There's an
excellent review in the Sunday
N.Y. Times of Sherwin Nuland's "The Doctors' Plague," a history of Ignac Semmelweis' attempt to nail down the etiology of childbed fever. If Semmelweis isn't exactly a household name, it may have to do with the fact that Pasteur, Lister, and Koch would need another 10 years after Semmelweis' research to develop a unified germ theory of disease. Also: Semmelweis' genious as an epidemiologist seems to have been matched by his dismal indifference to bench science --
Semmelweis was a lopsided genius. His singular talent lay in sorting through reams of data and finding subtle patterns squirming beneath -- all the while ignoring the essence of the infection lying within his fingers' reach. In Semmelweis, an insightful epidemiologist seemed to have collided with a blind pathologist. And unfortunately, the more he struggled to make the two prongs of his scientific inquiry meet, the more desperate and unreasonable he seemed to become. His book on childbed fever, written at the end of his life, reads more like a manic manifesto than a treatise. Scientific history never seems to have forgiven him for it.
But what continues to fascinate is Semmelweis' insight -- perhaps a commonplace in this century, but heretical int he 19th -- that puerperile fever was the result of an infection that was passed on from doctor to patient because of a lack of basic sanitation as physicians moved from patient to patient. The review (by Siddartha Mukherjee) concludes:
To the post-Thalidomide generation of doctors -- to doctors inured to the fact that a medicine or procedure can itself be toxic -- Semmelweis's discovery may come as no surprise. But, as Nuland reveals in some of his most reflective paragraphs, for the high-minded physicians of Vienna and Budapest this was a deeply unsettling premise, for it struck directly at the self-image of their profession. Doctoring was supposed to be a do-good business. It wasn't supposed to make young mothers die of preventable illnesses. What Semmelweis had managed to expose was a hidden anxiety within medicine itself, doctors' ''horror at the possibility that they had been killing their patients for years.''
It is this anxiety that still haunts us. In 2003, 150 years after Semmelweis, some of the most disturbing pieces of medical news involved iatrogenic complications -- doctors' plagues, if you will. The first -- SARS -- was an infection that was spread through hospital wards, often carried by doctors, much like the infections that had vexed Semmelweis in the 1850's. The second -- the so-called million-women study, which revealed the toxic side effects of hormone replacement therapy -- marked a moment of deep introspection in women's health, making doctors question their cavalier willingness to push theories and medicines on patients long before the evidence on them had accumulated.
Like Semmelweis himself, Nuland's book is short, intense and single-minded, and these larger themes and implications are left teeming underneath the text, for readers to peer in closely and uncover. ''To receive his due of honor,'' Nuland writes, Semmelweis ''had to be rediscovered.'' ''The Doctors' Plague'' succeeds for exactly that reason: in telling the story of childbed fever, Nuland has managed to rediscover a critical moment in the history of medicine, the anxieties of which, although somewhat attenuated, persist today.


__GOAL OF THE EXERCISE__: Transcribe exactly, and only, the lines from the one with "Identify the location of a: Dashboard." through the end of the records below, including both of those lines. Skip all pictures.

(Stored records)
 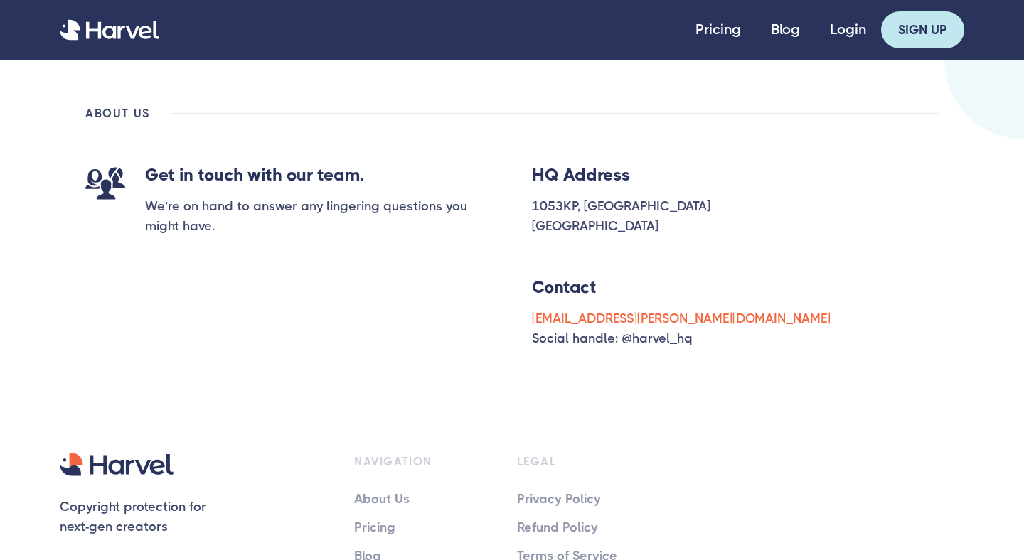 What do you see at coordinates (117, 114) in the screenshot?
I see `div: ABOUT US` at bounding box center [117, 114].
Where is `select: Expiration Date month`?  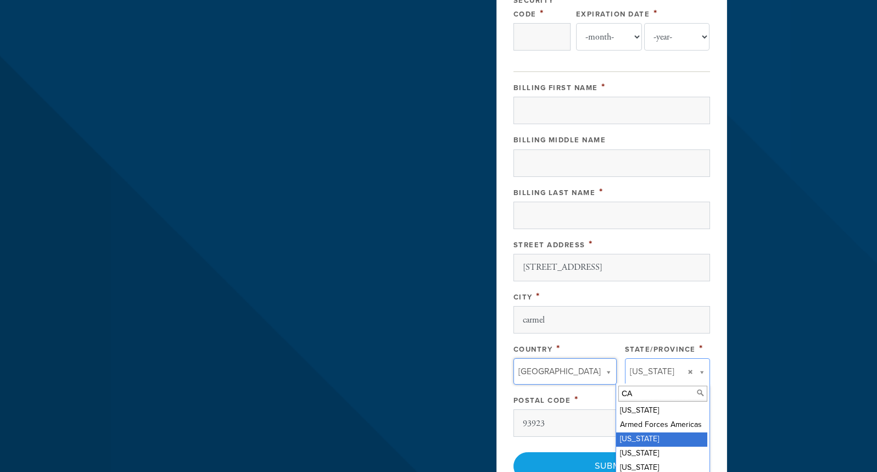
select: Expiration Date month is located at coordinates (609, 37).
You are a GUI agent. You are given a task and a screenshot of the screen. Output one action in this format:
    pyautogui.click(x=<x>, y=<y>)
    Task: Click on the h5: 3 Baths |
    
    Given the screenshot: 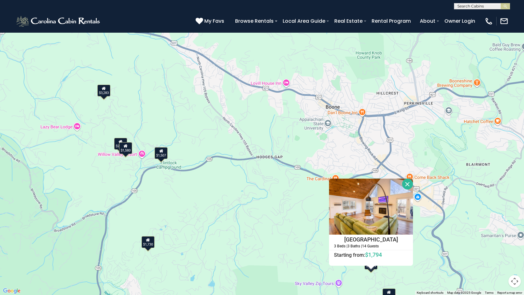 What is the action you would take?
    pyautogui.click(x=355, y=246)
    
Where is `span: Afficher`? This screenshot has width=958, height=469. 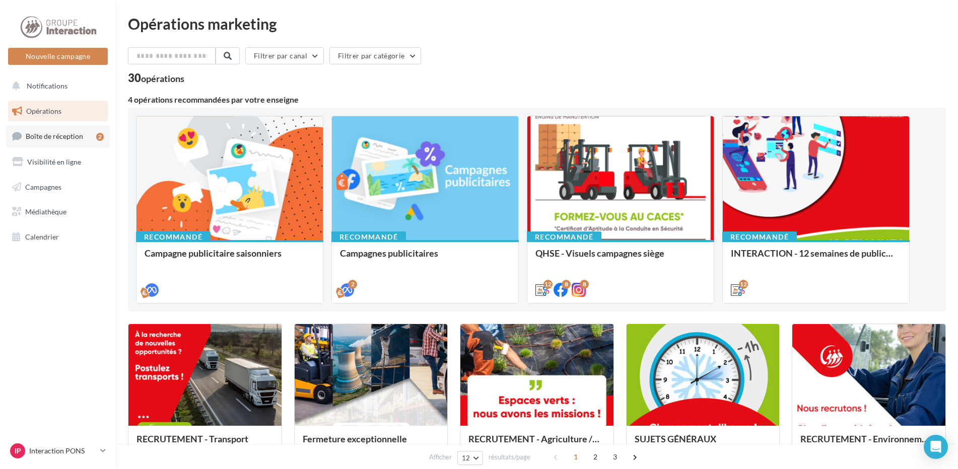 span: Afficher is located at coordinates (440, 457).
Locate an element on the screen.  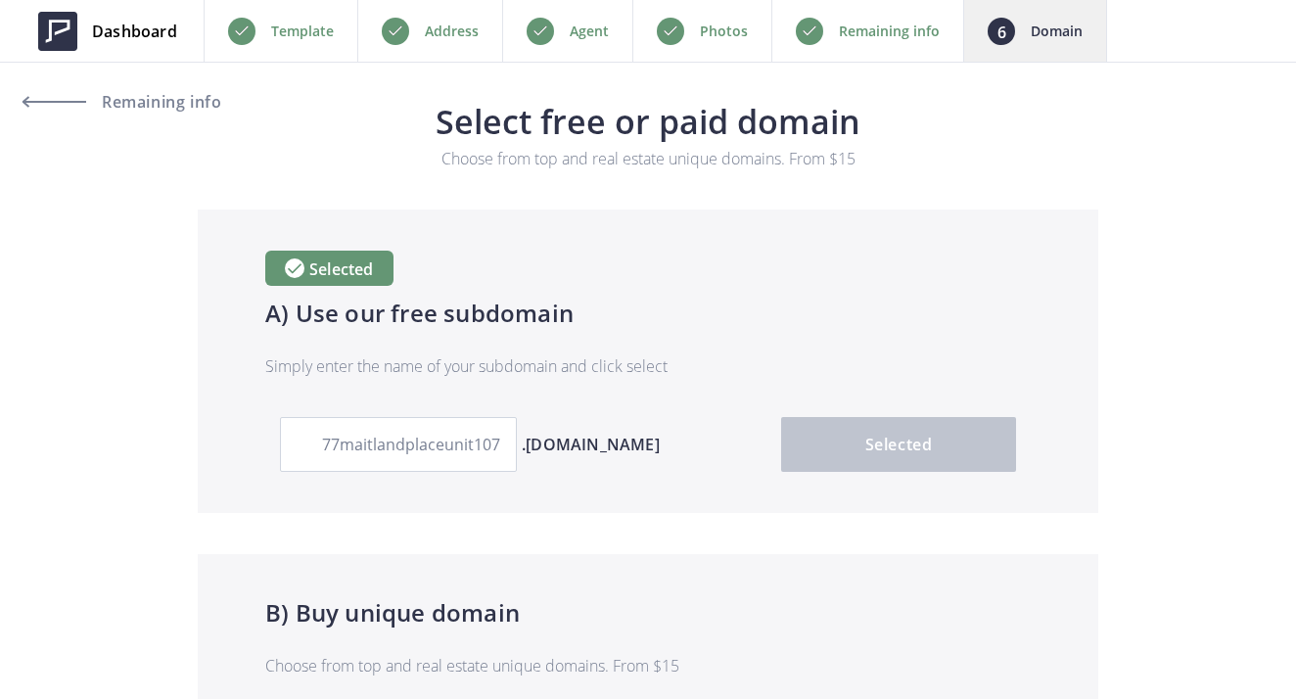
h4: B) Buy unique domain is located at coordinates (648, 613).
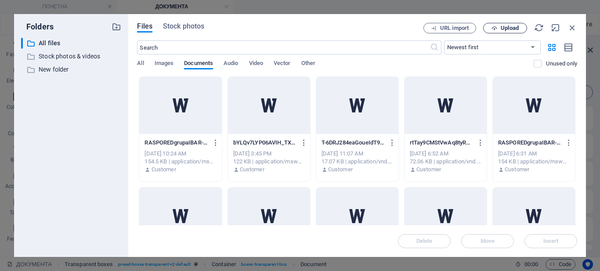  Describe the element at coordinates (282, 64) in the screenshot. I see `span: Vector` at that location.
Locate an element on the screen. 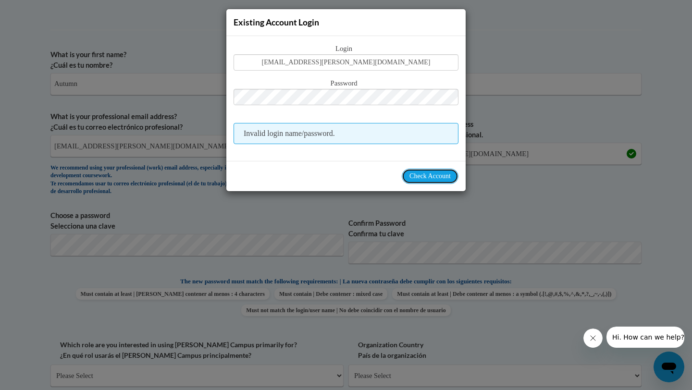 The image size is (692, 390). span: Existing Account Login is located at coordinates (276, 22).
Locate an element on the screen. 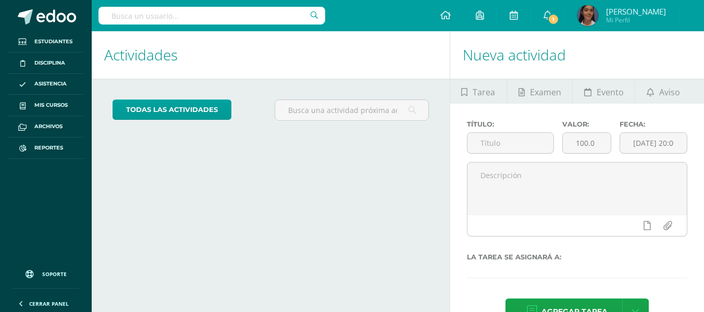 Image resolution: width=704 pixels, height=312 pixels. a: Examen is located at coordinates (539, 91).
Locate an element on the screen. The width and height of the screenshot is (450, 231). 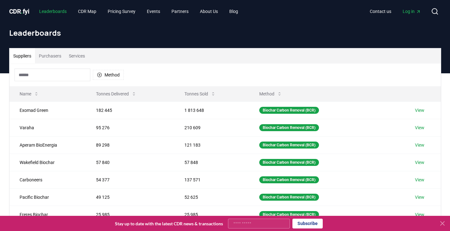
td: 182 445 is located at coordinates (130, 110).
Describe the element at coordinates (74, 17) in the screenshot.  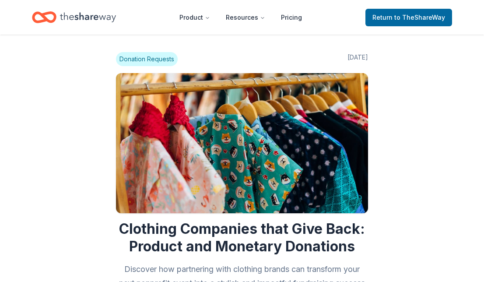
I see `a: Home` at that location.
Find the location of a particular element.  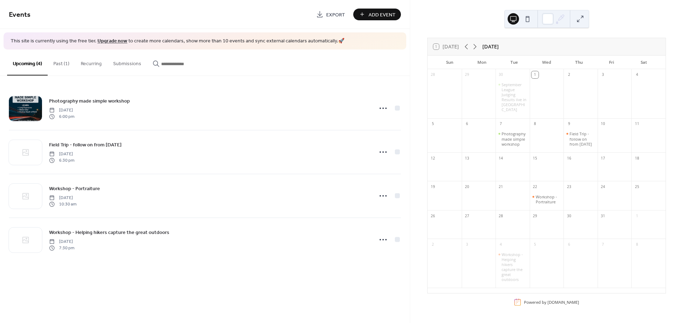

div: 16 is located at coordinates (569, 158).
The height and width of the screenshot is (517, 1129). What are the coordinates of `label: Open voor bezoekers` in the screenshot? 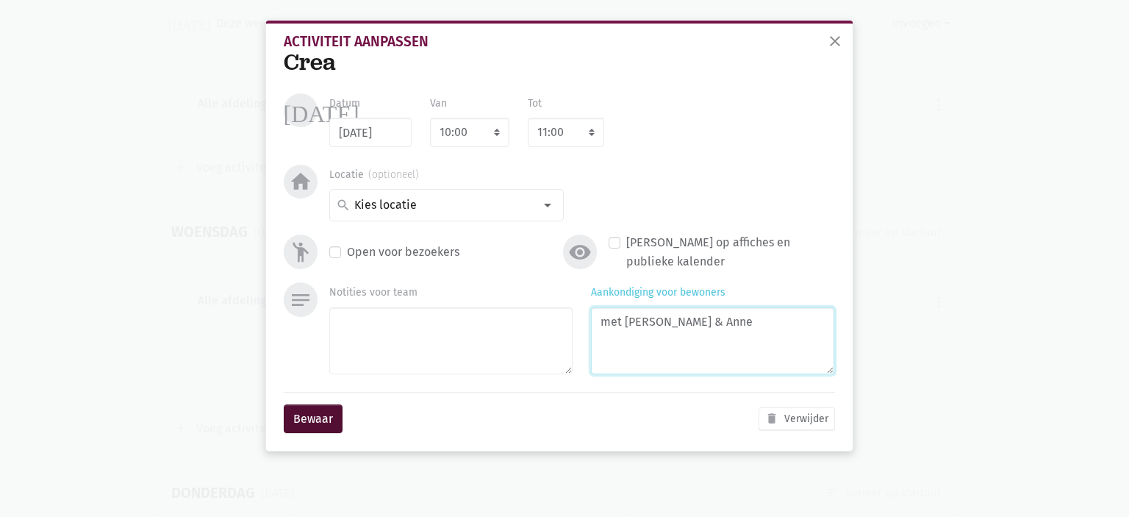 It's located at (403, 252).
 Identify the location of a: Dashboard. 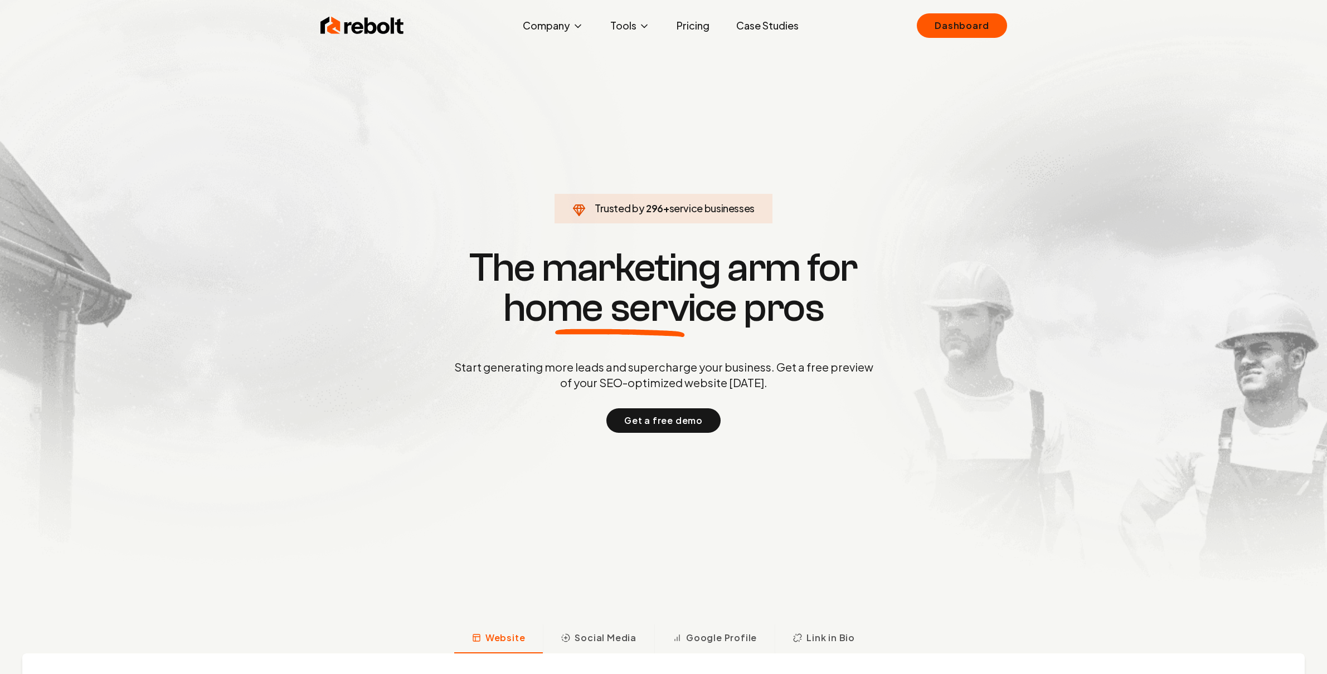
(962, 26).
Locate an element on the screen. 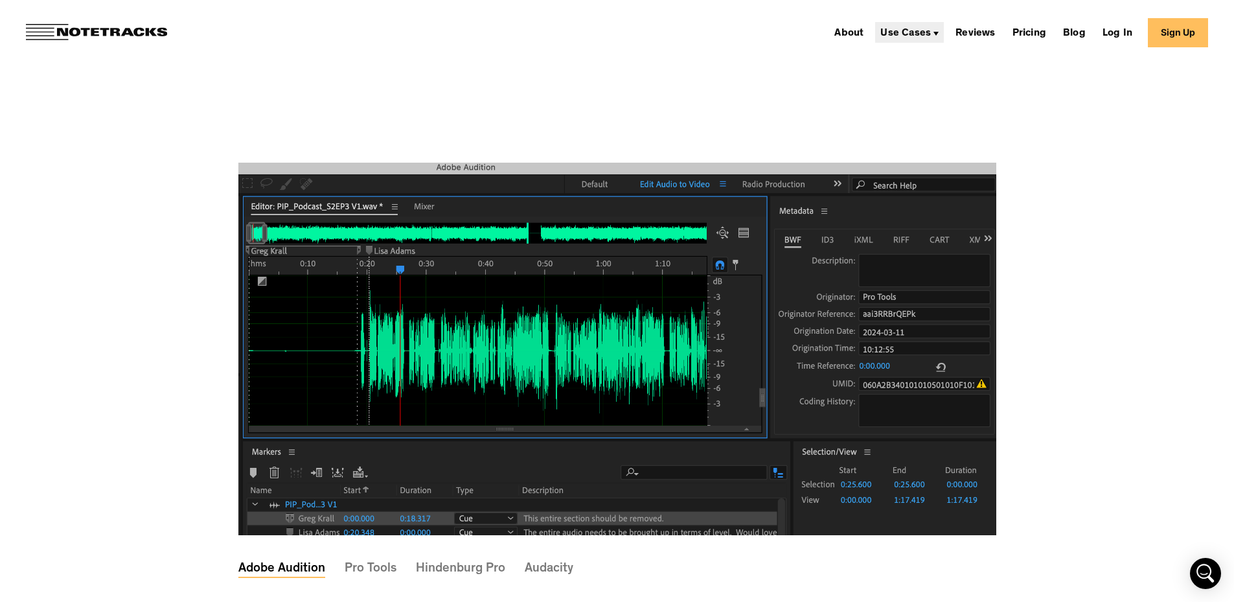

__OUTPUT__:
 Identify the location of a: Dashboard. 
(962, 26).
Locate an element on the screen. 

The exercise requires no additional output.